Yesterday AWS's RDS went down -- and so did our database.
When this happened, C3P0 would try to get a database connection and would hang. I would obviously like my application to return an error page in these instances, rather than just waiting forever for a response.
Here's what the code looks like:
ComboPooledDataSource db = new ComboPooledDataSource();
...
Connection conn = db.getConnection();
How can set a timeout for getting a connection from c3p0's connection pool?
I thought checkoutTimeout() would be it -- but it's not. It is "the number of milliseconds a client calling getConnection() will wait for a Connection to be checked-in or acquired when the pool is exhausted." Since the pool in not exhausted (it is just unavailable) this does not apply.
I also thought setAcquireRetryAttempts and setAcquireIncrement would work -- but they do not since a connection doesn't fail, it just doesn't respond.
When I pulled the whole stack, this is where it stalls:
SocketInputStream.socketRead0(FileDescriptor, byte[], int, int, int) line: not available [native method]
SocketInputStream.read(byte[], int, int) line: 129
ReadAheadInputStream.fill(int) line: 113
ReadAheadInputStream.readFromUnderlyingStreamIfNecessary(byte[], int, int) line: 160
ReadAheadInputStream.read(byte[], int, int) line: 188
MysqlIO.readFully(InputStream, byte[], int, int) line: 2428
MysqlIO.reuseAndReadPacket(Buffer, int) line: 2882
MysqlIO.reuseAndReadPacket(Buffer) line: 2871
MysqlIO.checkErrorPacket(int) line: 3414
MysqlIO.sendCommand(int, String, Buffer, boolean, String) line: 1936
MysqlIO.sqlQueryDirect(StatementImpl, String, String, Buffer, int, int, int, boolean, String, Field[]) line: 2060
JDBC4Connection(ConnectionImpl).execSQL(StatementImpl, String, int, Buffer, int, int, boolean, String, Field[], boolean) line: 2542
JDBC4PreparedStatement(PreparedStatement).executeInternal(int, Buffer, boolean, boolean, Field[], boolean) line: 1734
JDBC4PreparedStatement(PreparedStatement).executeQuery() line: 1885
NewProxyPreparedStatement.executeQuery() line: 76
C3P0PooledConnectionPoolManager.initializeAutomaticTestTable(String, DbAuth) line: 799
C3P0PooledConnectionPoolManager.createPooledConnectionPool(DbAuth) line: 696
C3P0PooledConnectionPoolManager.getPool(DbAuth) line: 257
C3P0PooledConnectionPoolManager.getPool() line: 271
ComboPooledDataSource(AbstractPoolBackedDataSource).getNumThreadsAwaitingCheckoutDefaultUser() line: 203
NativeMethodAccessorImpl.invoke0(Method, Object, Object[]) line: not available [native method]

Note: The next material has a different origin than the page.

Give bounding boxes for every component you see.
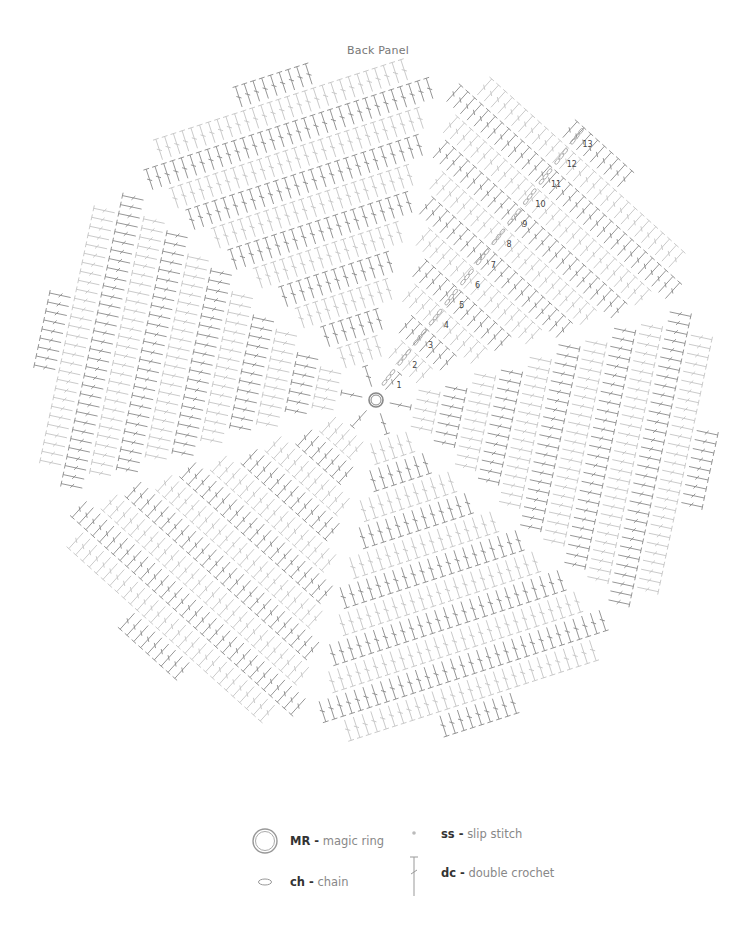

NativeMethodAccessorImpl.invoke(Object, Object[]) line: 39
DelegatingMethodAccessorImpl.invoke(Object, Object[]) line: 25
Method.invoke(Object, Object...) line: 597
BeansUtils.extractAccessiblePropertiesToMap(Map, Object, Collection) line: 359
BeansUtils.appendPropNamesAndValues(StringBuffer, Object, Collection) line: 324
ComboPooledDataSource.toString() line: 539
ComboPooledDataSource(AbstractPoolBackedDataSource).getPoolManager() line: 462
ComboPooledDataSource(AbstractPoolBackedDataSource).getConnection() line: 128
When I googled "socketRead0 timeout" and "socketRead0 hang" -- I see a lot of problems but no real solutions.
Is there any way to force a timeout period here?
Thanks!
Maximum number of Connections a pool will maintain at any given time. hibernate.c3p0.timeout. 1800. Number of seconds a Connection will remain pooled but unused before being discarded. Zero sets idle connections to never expire.
c3p0 is a Java library that provides a convenient way for managing database connections. In short, it achieves this by creating a pool of connections. It also effectively handles the cleanup of Statements and ResultSets after use.
If JMX is enabled in your application environment, the best way to monitor connection pool is through MBeanServer with the help of a tool such as Jconsole, VisualVM. In case of VisualVM, you will need to install an additional plugin called “MBean” in order to be able to monitor C3p0 datasources.
The default is 60 seconds.
The issue is within MySQL's ReadAheadInputStream, which uses blocking read. Native socket got blocked and never(?) returns an error code. So the connection hangs too.
I do not see a way to handle it short of placing your code into a thread and join() to it with timeout. I do not believe though the problem justifies the complications: I hope Amazon will make the right conclusions from the downtime, and won't let it happen again.